The IDF’s military prosecution on Sunday filed an indictment against Salah Hamed, a Palestinian Authority (PA) policeman, charging him with intentionally causing the death of Ben Yosef Livnat at Joseph’s Tomb in Shechem (Nablus) in 2011, attempted murder, and the disrupting of court proceedings.
According to the indictment, in April 2011, the defendant, along with others, was at Joseph’s Tomb, was on patrol for the PA’s regional national security.
During the night, they spotted Israeli vehicles entering the Tomb and Israelis exiting the vehicles.

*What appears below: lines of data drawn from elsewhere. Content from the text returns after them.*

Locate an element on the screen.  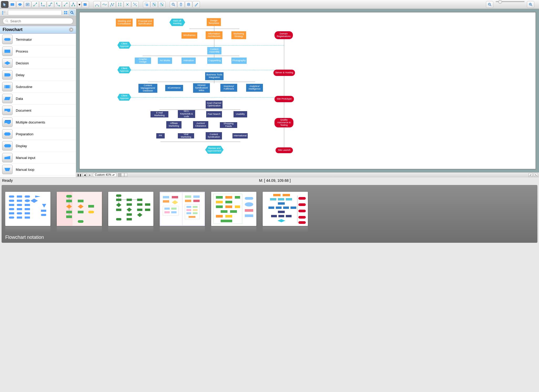
diagram-node: Analytics/ Intelligence is located at coordinates (255, 88).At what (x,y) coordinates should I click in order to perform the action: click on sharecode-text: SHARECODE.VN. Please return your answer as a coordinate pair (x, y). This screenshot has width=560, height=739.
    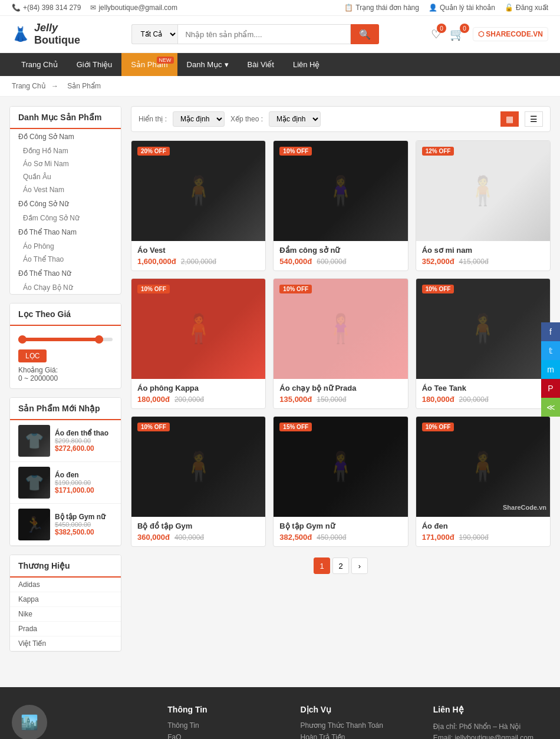
    Looking at the image, I should click on (514, 34).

They started shooting in the air to keep the Israelis out of the compound.
As the vehicles exited the complex, the patrol commander, the defendant and another patrolman, fired several bullets at the vehicles.
As a result, Ben Yosef Livnat was killed and three other Israelis were injured.
Livant was the father of four children, and the youngest was a year and a half old.
While Hamed is in Israeli custody, his accomplices have taken refuge in the PA.
Another PA policeman who took part in the shooting was convicted of shooting at a man and disrupting the investigative and legal proceedings but was acquitted of murder.
The military prosecution filed an appeal demanding that he be convicted of murder. A hearing on the appeal took place about two years ago, but the judges have not yet decided on the matter.